Monday, April 19, 2021

Where did these come from?

or, a mystery from the Kellenberger storage room.


Partial set of Francois-Marie De Marsy's Analyse Raisonnee de Bayle.

by John B. Green III

Just off the Kellenberger Room can be found our archival storage room.  Here are kept our manuscript collections, vertical files, photographic archive, and our collection of early New Bern newspapers, among many other items.  Some have likened the appearance of this room and its contents to the government warehouse from the last scene of Raiders of the Lost Ark.  Well, perhaps it does a bit, but while the room is quite full, our collections are properly identified and stored.  I assure you that if we had the Ark of the Covenant, we'd be able to find it after a brief search. 

There are, however, a few items in our collection that are a mystery.  There is no one living who remembers what importance, if any, they may have had to the library or how they came to be here. In most such cases, especially if the items are books, we assume that they came in the back door as anonymous donations for some long-ago library book sale.   Someone on the staff took a look at them and decided that they might be of some importance and shouldn't be sent to the sale like twenty-five cent paperbacks.  We do know that the items I am about to describe have been here for at least thirty years.

Title page, Francois-Marie De Marsy's Analyse Raisonnee de Bayle.
 

The books in question are a partial set of Francois-Marie De Marsy's Analyse Raisonnee de Bayle, a compilation and analysis of the writings of French philosopher Pierre Bayle, an influential free-thinker of the Enlightenment.   Although the title pages indicate the place of publication as London, they were actually published in Paris in 1755 (volumes I-IV) and Holland in 1770 (volumes V-VIII).  What makes these volumes interesting and potentially important is that volumes II, III, and IV bear the bookplate of Nicholas P. Trist, American lawyer and diplomat, and husband of Thomas Jefferson's granddaughter Virginia Jefferson Randolph.




Bookplate of Nicholas P. Trist.


Nicholas Philip Trist (1800-1874) was born in Charlottesville, Virginia.  In 1803, Jefferson offered Trist's father the post of Collector of Customs for Natchez.  The family moved to Louisiana where young Nicholas grew up, eventually graduating from the College of Orleans in 1817.  That same year, Thomas Jefferson invited Nicholas to Monticello.  While there, Trist met and fell in love with Virginia Jefferson Randolph.  Following a stint at West Point and a return to his family in Louisiana, Trist returned to Monticello to study law under Jefferson.  Nicholas Trist and Virginia Randolph were married in 1824, and Trist served as private secretary to Jefferson, eventually becoming an executor of Jefferson's estate. Trist would later serve as private secretary to Andrew Jackson, U.S. Consul at Havana, Cuba, and as the diplomat who negotiated the treaty ending the Mexican-American War.

All of which raises an interesting question.  Did Nicholas Trist, with all of his personal connections to Thomas Jefferson, acquire these books from Jefferson or Jefferson's estate? Did the books that now bear Trist's bookplate once belong to Thomas Jefferson, the Sage of Monticello?  In age, the volumes date to Jefferson's generation not Trist's, and their author and subject matter would have appealed to a free-thinking Francophile like Jefferson. In fact, Jefferson is known to have owned works by Bayle. Surviving catalogs of Jefferson's library, however, do not include Marsy's Analyse Raisonnee de Bayle



Bookplate of Nicholas P. Trist.


The only obvious marks of ownership in the books are Trist's bookplate.  Might they still have been Jefferson's?   Jefferson did not use a bookplate, but instead, marked his books in an unusual way. Printers of Jefferson's time identified the various signatures or gatherings of pages with a letter printed on the lower margin of the first page of each signature: A, B, C, D, and so on.  The signatures arranged in alphabetical order would thus be in the correct order for binding.  It is important to remember that the printers used the Latin alphabet for this purpose which did not contain the letters J, U, or W.  To identify his books, Jefferson would turn to the "I" signature and write the letter T in front of the printed "I". On other occasions, he would turn to the "T" signature and write a J after the T.  In both cases he was identifying the books as belonging to TJ - Thomas Jefferson. 

A close examination of the signatures of Trist's books reveals no added T's or J's.  The books are probably not Jefferson's. They are Nicholas Philip Trist's, an interesting character in his own right. We just don't know why they are in the Kellenberger storage room!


◆ **Brief**: Skip the pictures. Quote every line below, exactly, from the one with "Describe the element" through the final line.

** Data to examine follows **

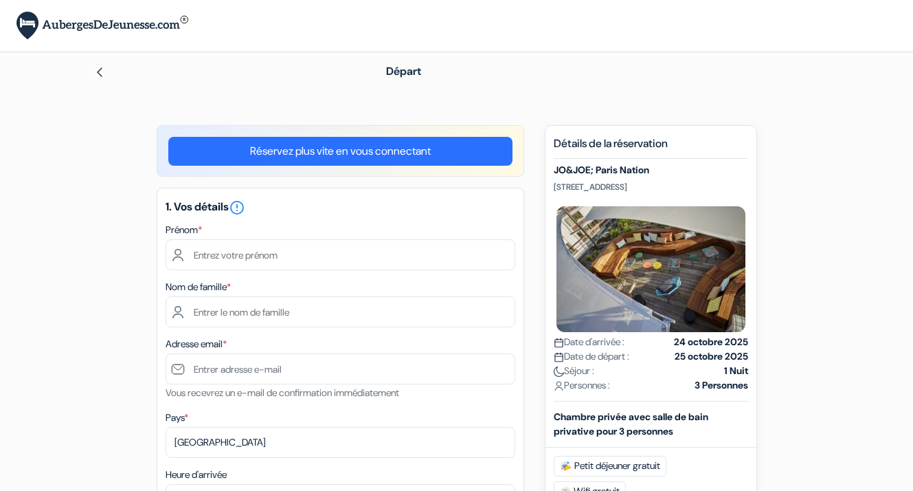 The width and height of the screenshot is (913, 491). What do you see at coordinates (340, 151) in the screenshot?
I see `a: Réservez plus vite en vous connectant` at bounding box center [340, 151].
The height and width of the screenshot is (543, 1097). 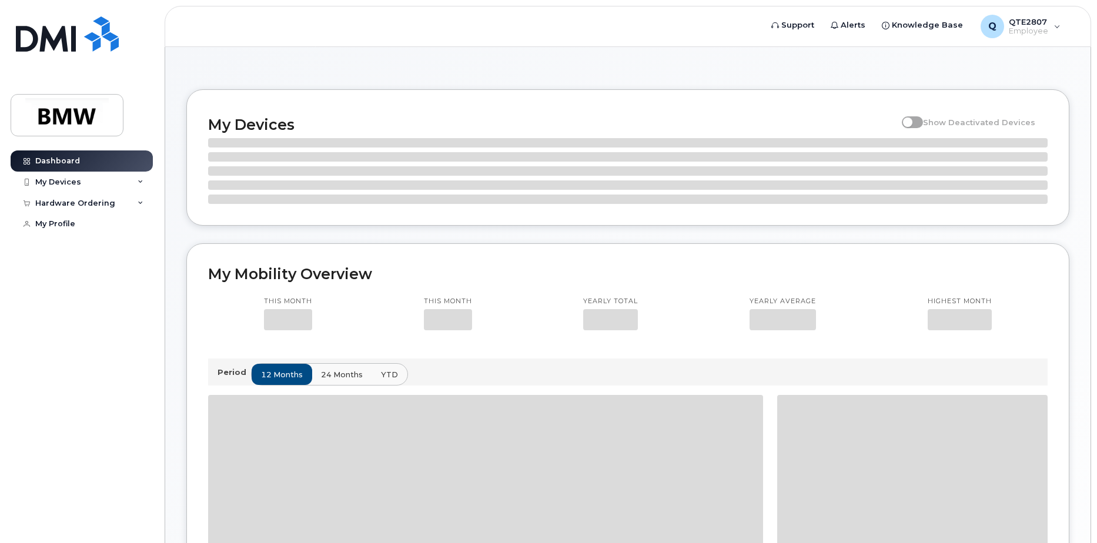 What do you see at coordinates (960, 302) in the screenshot?
I see `p: Highest month` at bounding box center [960, 302].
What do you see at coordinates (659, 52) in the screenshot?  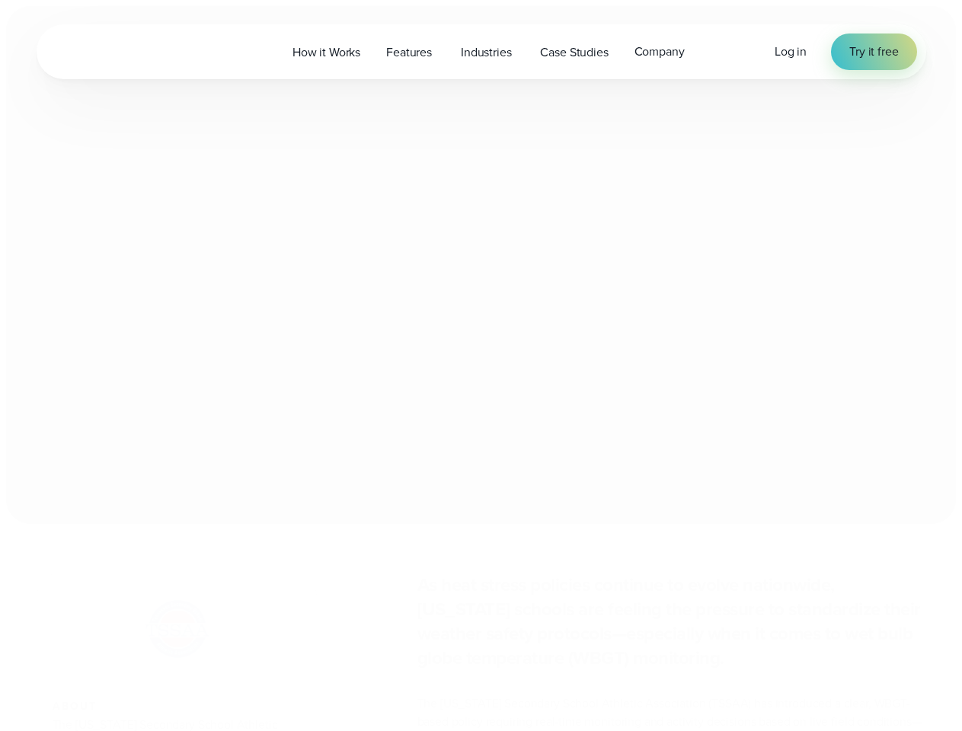 I see `span: Company` at bounding box center [659, 52].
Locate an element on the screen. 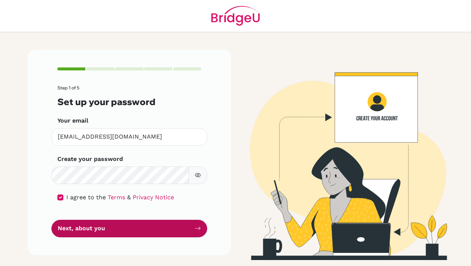 This screenshot has height=266, width=471. input: Insert your email* is located at coordinates (129, 137).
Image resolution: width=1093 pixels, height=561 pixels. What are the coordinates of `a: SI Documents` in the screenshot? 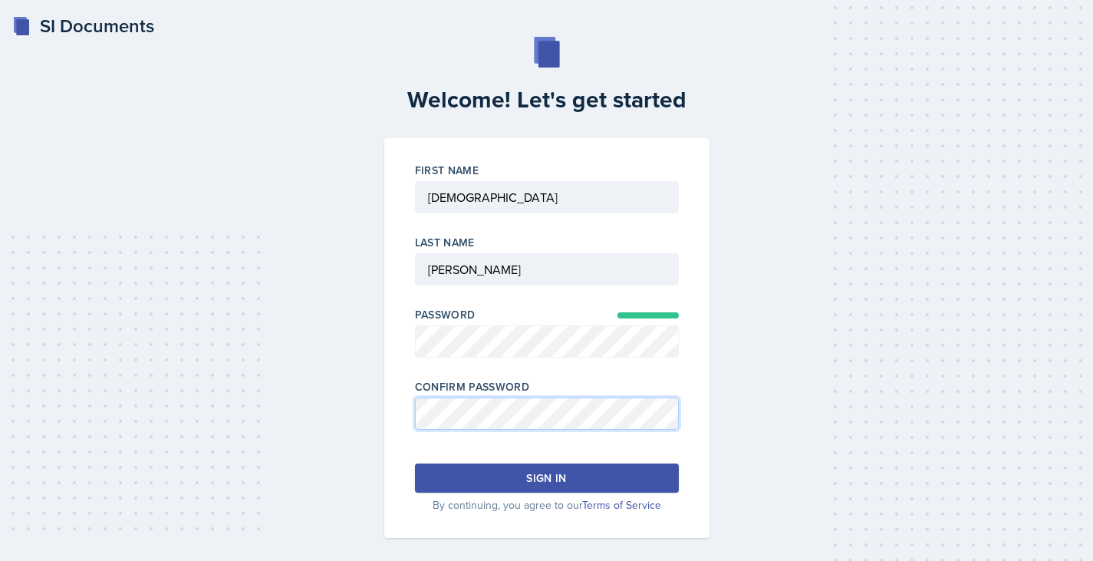 It's located at (83, 26).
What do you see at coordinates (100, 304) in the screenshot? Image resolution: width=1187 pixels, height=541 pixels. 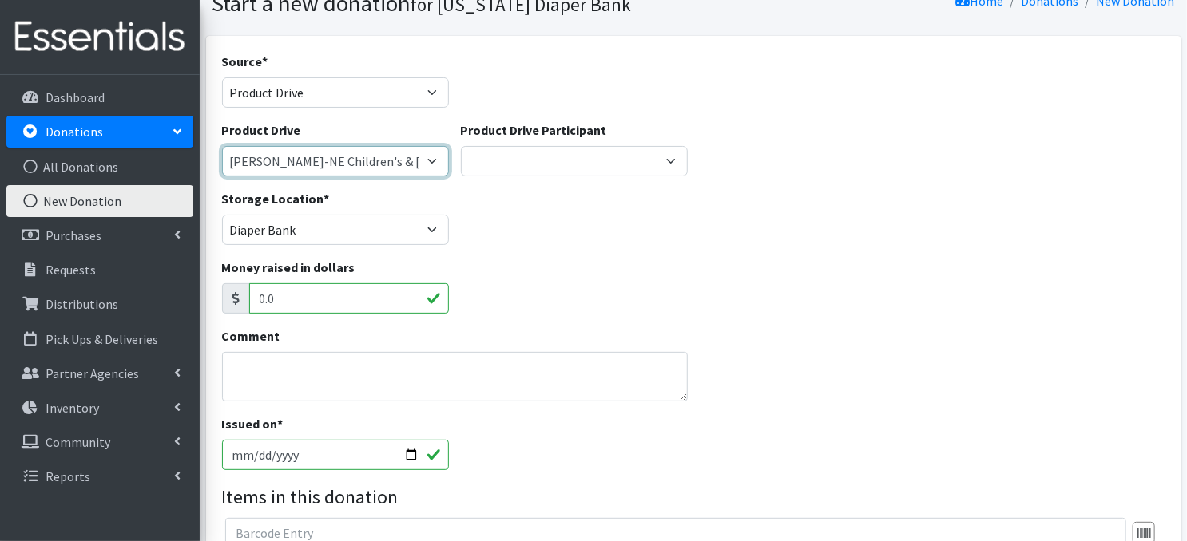 I see `a: Distributions` at bounding box center [100, 304].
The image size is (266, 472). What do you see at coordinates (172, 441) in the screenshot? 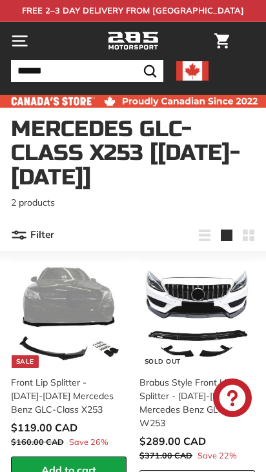
I see `span: $289.00 CAD` at bounding box center [172, 441].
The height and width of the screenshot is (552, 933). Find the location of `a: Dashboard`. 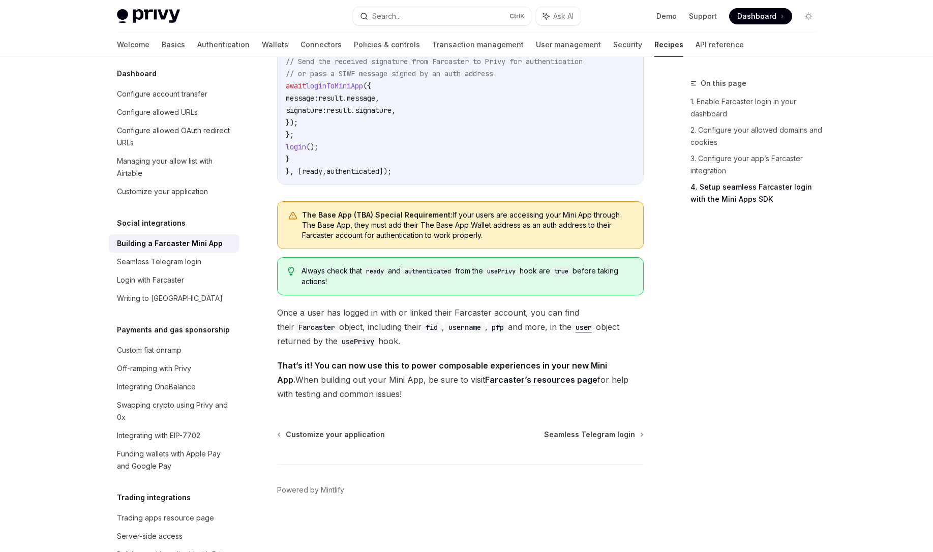

a: Dashboard is located at coordinates (760, 16).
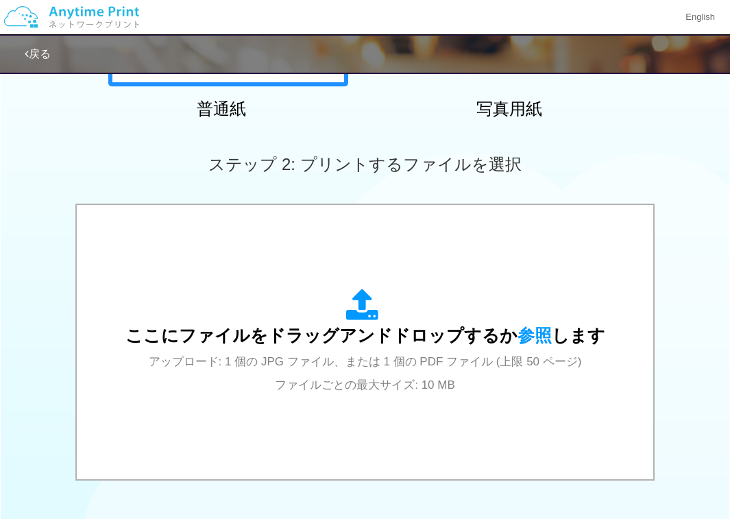  I want to click on span: アップロード: 1 個の JPG ファイル、または 1 個の PDF ファイル (上限 50 ページ) ファイルごとの最大サイズ: 10 MB, so click(365, 373).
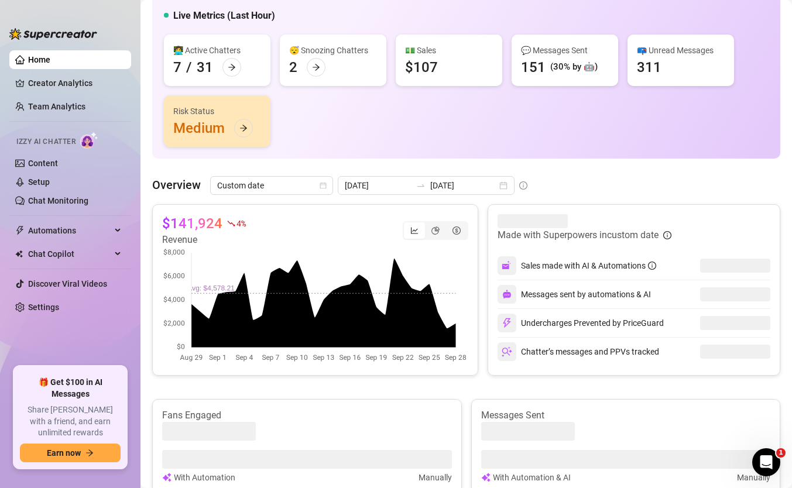 Image resolution: width=792 pixels, height=488 pixels. What do you see at coordinates (39, 182) in the screenshot?
I see `a: Setup` at bounding box center [39, 182].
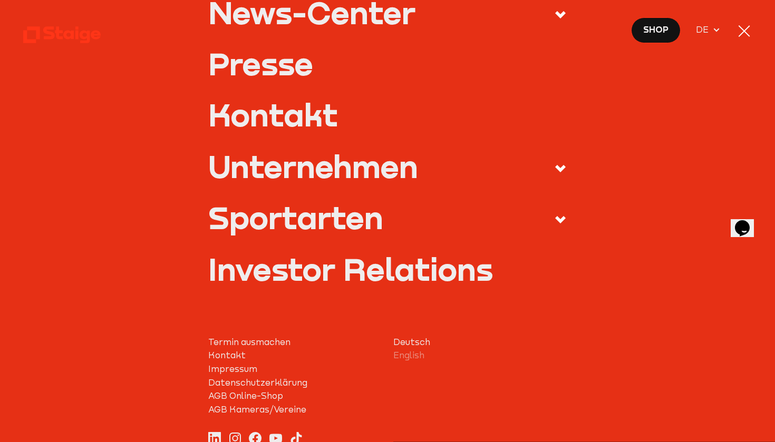 The width and height of the screenshot is (775, 442). I want to click on span: DE, so click(704, 30).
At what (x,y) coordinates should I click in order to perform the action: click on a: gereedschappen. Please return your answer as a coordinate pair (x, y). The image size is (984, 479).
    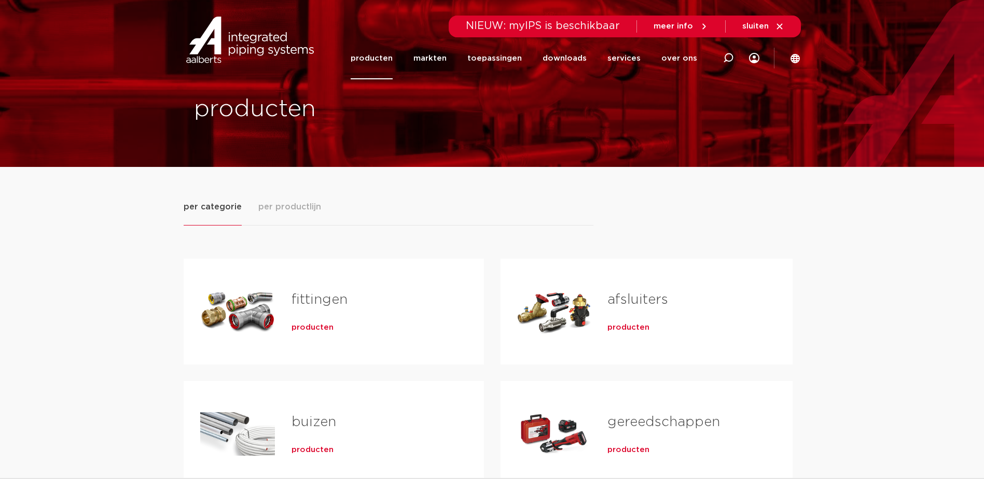
    Looking at the image, I should click on (664, 422).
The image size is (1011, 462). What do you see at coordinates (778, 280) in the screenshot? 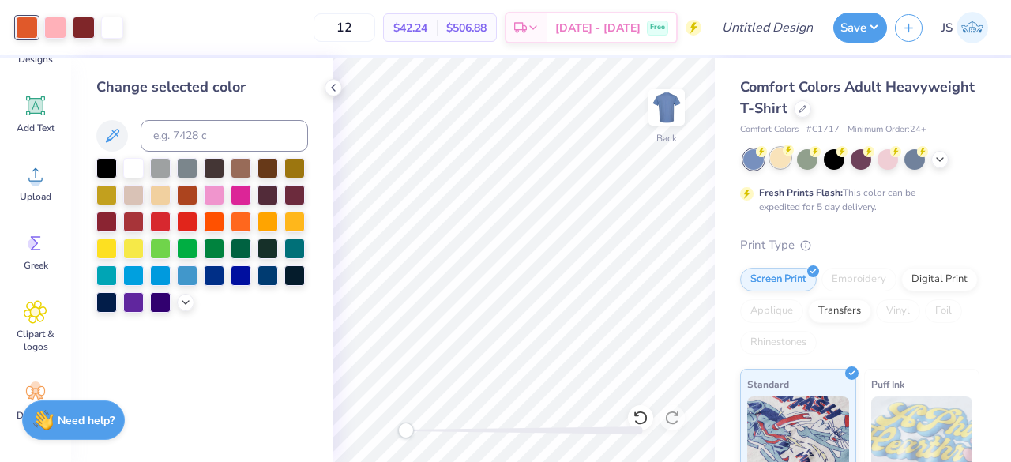
I see `div: Screen Print` at bounding box center [778, 280].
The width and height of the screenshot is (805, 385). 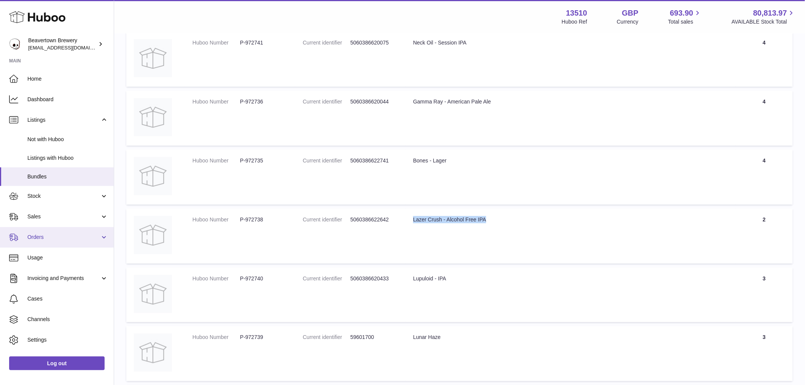 What do you see at coordinates (62, 44) in the screenshot?
I see `div: Beavertown Brewery` at bounding box center [62, 44].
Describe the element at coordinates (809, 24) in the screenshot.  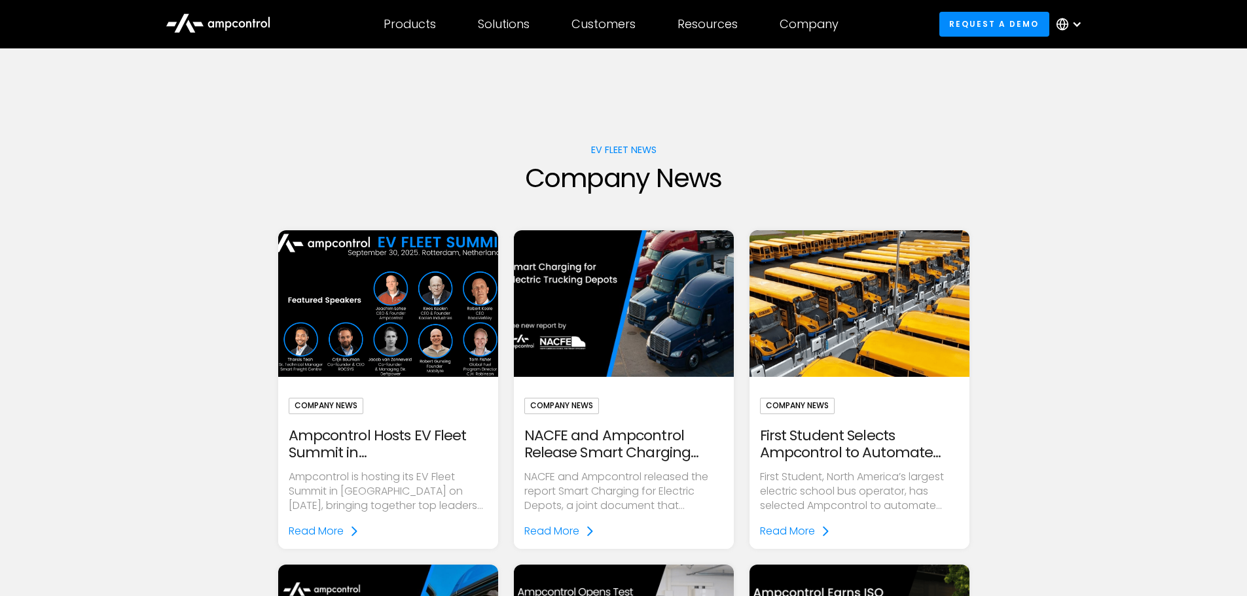
I see `div: Company` at that location.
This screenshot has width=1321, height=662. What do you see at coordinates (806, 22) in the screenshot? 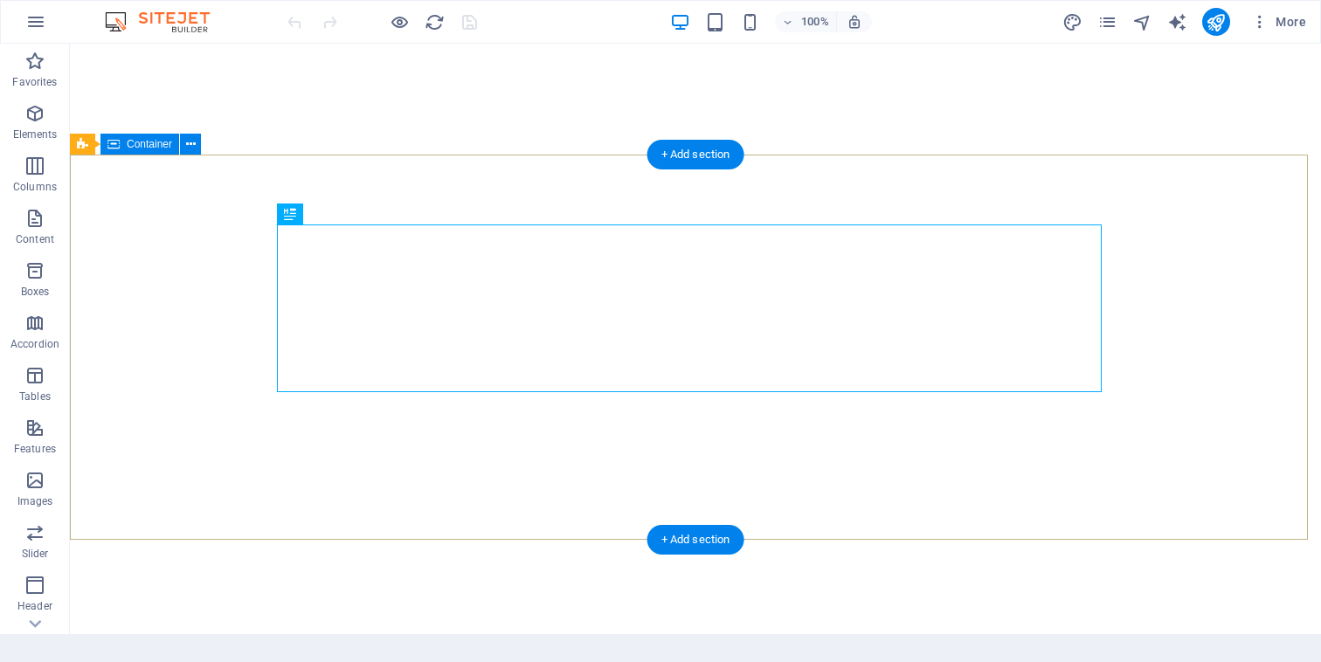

** End of Data to examine **

◆ **Exercise output**:
Describe the element at coordinates (809, 24) in the screenshot.  
I see `div: Company` at that location.
This screenshot has width=1321, height=662. What do you see at coordinates (806, 22) in the screenshot? 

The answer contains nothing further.